WHEN A FAMILY MEMBER or a friend has cancer, it’s only natural to feel the need to help. That’s why maid service owner and business consultant Debbie Sardone, whose mother survived ovarian cancer, maintains a longstanding company policy to clean the homes of women with cancer at no cost.

As it turns out, Sardone wasn’t the only one eager to lend a helping hand. “I shared what I was doing with other cleaning companies [at a national convention], and they said, ‘We want to do this too,’” Sardone says. She was inspired to take the idea nationwide, creating Cleaning for a Reason, a nonprofit organization that connects women diagnosed with any type of cancer with local companies that will clean their home for free. “We’re the matchmaker,” explains Sardone. “We match the patient with the maid service. And we support the local maid service ”… with brochures and materials about our program.”

Organized Support

The following websites host online forums with calendars. Members can share news and updates, post requests for help, offer emotional support to others and coordinate tasks like meals, travel and visits.

Over 1,200 companies now participate in the initiative, which operates in almost all 50 states and four Canadian provinces. “In the 12 years [since the nonprofit was founded], ”… we’ve served over 28,000 women with cancer, [with] about $8 million worth of donated services,” Sardone says.

Women or their family members can apply via cleaningforareason.org. If there is a participating cleaning company in the area, all that’s needed is a doctor’s note confirming cancer treatment to receive one free housecleaning per month for two consecutive months.

Sardone wants to get the word out to both cancer patients who need help and cleaning companies that want to join the organization. “Those who have had the cleaning have said they had no idea how walking into a clean house would make them feel,” says Sardone. “It was the most normal they had felt in months. They felt that they had regained some of the control in their life that had been lost because of this illness.”

Want to Help? Make it Count

Consider these suggestions for supporting a friend with cancer.

Make sure your help is welcome. Get permission before visiting, asking questions or giving advice. Be clear that it’s fine if the answer is no.

Be specific. Many people have a hard time asking for and accepting help. Specific offers like “Can I bring over lasagna on Friday?” can make it easy to say yes.

Follow through. If you promise to bring food over or visit, do it. It’s important that you strive to meet any commitment that you make.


What this task involves: Across the data below, how many lines have the word "Europe" in them? Give the number and nothing else.
--- Task input ---
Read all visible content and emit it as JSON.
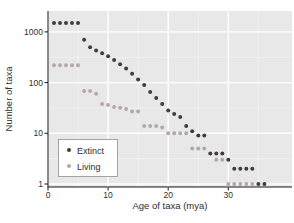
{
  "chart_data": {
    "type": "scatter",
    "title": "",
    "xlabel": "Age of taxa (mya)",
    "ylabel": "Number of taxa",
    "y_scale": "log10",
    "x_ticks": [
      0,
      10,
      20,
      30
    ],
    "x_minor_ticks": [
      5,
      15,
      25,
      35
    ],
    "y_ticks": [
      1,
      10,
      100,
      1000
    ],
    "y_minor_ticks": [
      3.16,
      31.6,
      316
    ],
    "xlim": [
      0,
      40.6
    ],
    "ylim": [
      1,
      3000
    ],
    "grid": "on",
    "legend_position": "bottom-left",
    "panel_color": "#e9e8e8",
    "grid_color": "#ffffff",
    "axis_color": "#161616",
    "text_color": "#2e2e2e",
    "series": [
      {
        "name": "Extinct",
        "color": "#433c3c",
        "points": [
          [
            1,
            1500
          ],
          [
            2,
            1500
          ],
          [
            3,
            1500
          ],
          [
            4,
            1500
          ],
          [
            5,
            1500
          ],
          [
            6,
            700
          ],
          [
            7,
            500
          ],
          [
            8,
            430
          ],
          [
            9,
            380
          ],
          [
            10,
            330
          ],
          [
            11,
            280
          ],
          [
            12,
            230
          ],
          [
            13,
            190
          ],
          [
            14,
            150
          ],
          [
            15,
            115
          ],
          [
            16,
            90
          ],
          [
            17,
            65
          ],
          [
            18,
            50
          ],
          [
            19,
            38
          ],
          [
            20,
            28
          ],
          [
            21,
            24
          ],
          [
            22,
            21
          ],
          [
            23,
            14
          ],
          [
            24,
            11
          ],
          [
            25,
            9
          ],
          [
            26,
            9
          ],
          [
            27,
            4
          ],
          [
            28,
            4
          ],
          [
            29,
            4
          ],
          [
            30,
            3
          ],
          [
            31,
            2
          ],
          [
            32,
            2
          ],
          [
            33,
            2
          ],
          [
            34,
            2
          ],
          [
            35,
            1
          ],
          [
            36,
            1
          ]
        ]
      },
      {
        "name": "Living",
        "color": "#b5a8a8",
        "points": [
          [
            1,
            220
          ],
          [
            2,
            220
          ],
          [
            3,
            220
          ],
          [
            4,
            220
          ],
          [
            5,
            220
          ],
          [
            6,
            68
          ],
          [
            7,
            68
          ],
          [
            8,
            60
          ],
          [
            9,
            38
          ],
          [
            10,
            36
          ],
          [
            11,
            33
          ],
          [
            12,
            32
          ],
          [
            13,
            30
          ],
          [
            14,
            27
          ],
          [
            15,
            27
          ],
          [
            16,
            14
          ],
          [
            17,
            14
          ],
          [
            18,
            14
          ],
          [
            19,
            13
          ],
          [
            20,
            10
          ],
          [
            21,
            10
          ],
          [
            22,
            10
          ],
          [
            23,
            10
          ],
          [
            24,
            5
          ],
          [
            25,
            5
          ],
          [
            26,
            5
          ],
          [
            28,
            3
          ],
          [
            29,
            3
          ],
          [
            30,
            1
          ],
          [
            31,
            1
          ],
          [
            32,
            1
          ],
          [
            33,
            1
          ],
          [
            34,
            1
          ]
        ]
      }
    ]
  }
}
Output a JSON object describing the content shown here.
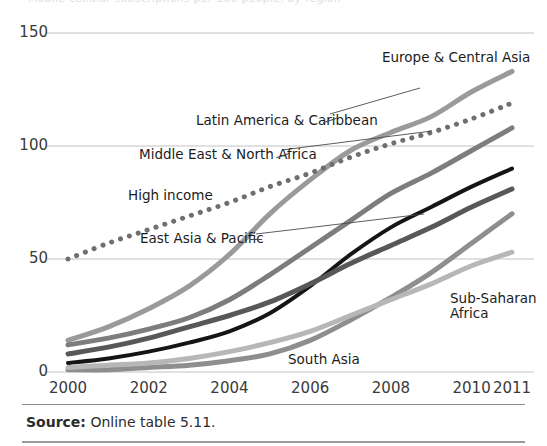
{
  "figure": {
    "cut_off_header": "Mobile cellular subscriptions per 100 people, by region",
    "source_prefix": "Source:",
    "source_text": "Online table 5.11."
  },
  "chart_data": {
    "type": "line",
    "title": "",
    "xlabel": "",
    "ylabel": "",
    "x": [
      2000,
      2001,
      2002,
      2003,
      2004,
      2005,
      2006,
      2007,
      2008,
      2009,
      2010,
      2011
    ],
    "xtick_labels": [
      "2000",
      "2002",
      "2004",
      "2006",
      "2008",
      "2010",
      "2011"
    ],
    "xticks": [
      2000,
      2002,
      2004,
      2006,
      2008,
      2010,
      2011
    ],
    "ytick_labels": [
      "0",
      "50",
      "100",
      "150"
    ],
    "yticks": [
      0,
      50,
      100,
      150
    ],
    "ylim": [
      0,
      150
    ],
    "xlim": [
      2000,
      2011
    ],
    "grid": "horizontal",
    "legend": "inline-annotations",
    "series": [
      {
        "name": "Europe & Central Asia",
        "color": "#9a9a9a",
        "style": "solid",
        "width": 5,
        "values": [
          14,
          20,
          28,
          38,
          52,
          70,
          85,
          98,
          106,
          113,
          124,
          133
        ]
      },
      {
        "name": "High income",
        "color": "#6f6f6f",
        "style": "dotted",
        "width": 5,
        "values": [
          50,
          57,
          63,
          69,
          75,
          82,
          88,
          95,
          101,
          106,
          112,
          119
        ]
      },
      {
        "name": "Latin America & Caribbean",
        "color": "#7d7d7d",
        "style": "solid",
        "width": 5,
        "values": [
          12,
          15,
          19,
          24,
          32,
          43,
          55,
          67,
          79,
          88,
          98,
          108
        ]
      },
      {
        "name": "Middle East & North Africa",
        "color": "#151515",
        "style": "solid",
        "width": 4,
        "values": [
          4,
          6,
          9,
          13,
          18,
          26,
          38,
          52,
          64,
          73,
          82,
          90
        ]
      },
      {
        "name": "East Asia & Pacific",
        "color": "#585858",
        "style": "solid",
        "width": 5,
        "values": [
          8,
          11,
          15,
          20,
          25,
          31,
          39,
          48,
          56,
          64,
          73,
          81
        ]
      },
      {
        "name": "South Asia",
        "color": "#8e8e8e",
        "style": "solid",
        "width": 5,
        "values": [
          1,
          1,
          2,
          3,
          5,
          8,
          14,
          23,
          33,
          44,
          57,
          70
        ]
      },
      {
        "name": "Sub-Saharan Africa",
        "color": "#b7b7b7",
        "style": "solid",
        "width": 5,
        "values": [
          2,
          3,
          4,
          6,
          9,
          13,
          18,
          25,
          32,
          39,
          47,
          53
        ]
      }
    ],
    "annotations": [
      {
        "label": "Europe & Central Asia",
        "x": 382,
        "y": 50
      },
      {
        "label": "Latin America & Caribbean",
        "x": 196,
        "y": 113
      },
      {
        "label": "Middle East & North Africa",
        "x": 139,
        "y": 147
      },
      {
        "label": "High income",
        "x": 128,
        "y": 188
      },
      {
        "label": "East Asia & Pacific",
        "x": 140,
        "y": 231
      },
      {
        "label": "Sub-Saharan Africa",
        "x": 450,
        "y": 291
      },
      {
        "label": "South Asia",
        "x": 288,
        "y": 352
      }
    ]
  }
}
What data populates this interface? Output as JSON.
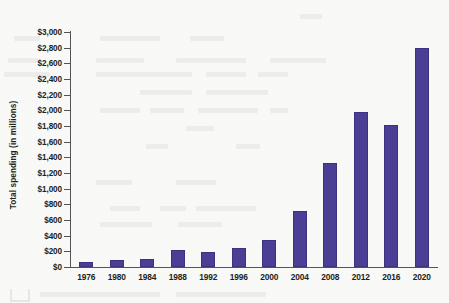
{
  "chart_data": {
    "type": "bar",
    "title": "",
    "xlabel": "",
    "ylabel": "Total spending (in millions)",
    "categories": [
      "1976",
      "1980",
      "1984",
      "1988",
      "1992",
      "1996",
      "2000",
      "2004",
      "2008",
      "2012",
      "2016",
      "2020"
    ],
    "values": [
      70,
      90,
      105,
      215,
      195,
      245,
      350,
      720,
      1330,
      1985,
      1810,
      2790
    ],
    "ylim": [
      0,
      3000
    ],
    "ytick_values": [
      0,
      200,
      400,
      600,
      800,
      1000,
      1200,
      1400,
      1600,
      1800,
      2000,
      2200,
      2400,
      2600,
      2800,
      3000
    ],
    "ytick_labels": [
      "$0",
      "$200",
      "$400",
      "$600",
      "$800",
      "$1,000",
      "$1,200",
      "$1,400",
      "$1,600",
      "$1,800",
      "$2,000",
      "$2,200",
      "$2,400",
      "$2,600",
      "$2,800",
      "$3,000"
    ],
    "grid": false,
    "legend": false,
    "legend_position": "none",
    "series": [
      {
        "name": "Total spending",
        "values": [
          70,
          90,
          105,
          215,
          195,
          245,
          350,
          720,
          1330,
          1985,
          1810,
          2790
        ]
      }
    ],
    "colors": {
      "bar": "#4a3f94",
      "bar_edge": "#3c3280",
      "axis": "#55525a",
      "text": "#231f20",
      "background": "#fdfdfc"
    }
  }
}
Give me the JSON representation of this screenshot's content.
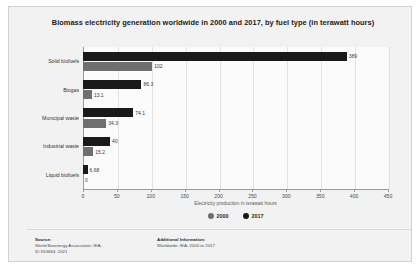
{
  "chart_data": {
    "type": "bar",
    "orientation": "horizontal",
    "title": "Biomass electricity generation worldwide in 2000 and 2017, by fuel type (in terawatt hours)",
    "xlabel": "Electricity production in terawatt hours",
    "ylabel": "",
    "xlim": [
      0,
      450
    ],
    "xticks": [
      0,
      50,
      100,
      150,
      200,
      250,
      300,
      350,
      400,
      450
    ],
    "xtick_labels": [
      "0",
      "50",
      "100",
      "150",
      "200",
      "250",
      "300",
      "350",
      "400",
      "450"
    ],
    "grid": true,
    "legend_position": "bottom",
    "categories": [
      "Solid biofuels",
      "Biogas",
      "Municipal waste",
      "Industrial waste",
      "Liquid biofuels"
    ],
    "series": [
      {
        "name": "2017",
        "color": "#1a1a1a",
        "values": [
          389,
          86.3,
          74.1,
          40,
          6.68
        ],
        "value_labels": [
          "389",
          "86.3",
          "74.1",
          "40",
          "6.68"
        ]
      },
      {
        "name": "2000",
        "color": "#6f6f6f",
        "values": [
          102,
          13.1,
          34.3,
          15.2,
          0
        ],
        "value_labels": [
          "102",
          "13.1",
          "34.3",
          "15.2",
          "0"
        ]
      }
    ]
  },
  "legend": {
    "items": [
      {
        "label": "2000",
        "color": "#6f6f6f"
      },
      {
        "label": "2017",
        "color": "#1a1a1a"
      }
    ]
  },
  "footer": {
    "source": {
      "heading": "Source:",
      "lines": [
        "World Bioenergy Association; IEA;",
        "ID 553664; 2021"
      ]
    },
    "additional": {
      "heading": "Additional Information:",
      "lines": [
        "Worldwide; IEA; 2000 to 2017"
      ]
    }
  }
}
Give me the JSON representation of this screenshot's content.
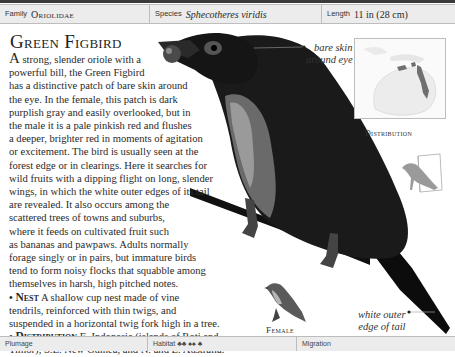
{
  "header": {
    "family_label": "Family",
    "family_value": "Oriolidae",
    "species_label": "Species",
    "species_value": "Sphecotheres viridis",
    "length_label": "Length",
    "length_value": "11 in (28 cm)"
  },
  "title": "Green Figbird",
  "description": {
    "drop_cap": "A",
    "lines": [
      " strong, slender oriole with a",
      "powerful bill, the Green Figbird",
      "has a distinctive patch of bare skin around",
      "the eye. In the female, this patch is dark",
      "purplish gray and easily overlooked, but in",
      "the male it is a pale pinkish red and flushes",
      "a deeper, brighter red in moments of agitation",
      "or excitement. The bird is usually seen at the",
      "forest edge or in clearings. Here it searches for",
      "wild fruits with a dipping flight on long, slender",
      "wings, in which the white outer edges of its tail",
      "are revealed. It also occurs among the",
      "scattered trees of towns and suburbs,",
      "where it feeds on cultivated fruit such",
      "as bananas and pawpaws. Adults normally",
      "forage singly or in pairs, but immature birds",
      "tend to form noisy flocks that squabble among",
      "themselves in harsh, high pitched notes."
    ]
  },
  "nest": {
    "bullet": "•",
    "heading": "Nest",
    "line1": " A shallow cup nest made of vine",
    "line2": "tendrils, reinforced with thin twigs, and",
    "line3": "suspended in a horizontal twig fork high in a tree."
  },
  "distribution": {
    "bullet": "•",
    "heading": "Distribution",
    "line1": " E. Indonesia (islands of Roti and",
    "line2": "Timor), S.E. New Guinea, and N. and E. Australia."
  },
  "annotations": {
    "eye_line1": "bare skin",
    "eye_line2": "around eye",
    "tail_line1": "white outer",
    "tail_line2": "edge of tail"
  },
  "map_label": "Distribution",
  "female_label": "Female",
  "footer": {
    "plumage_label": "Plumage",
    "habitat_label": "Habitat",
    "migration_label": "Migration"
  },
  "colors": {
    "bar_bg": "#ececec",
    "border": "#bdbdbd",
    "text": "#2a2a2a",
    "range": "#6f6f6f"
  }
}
---
Solution for this task: 2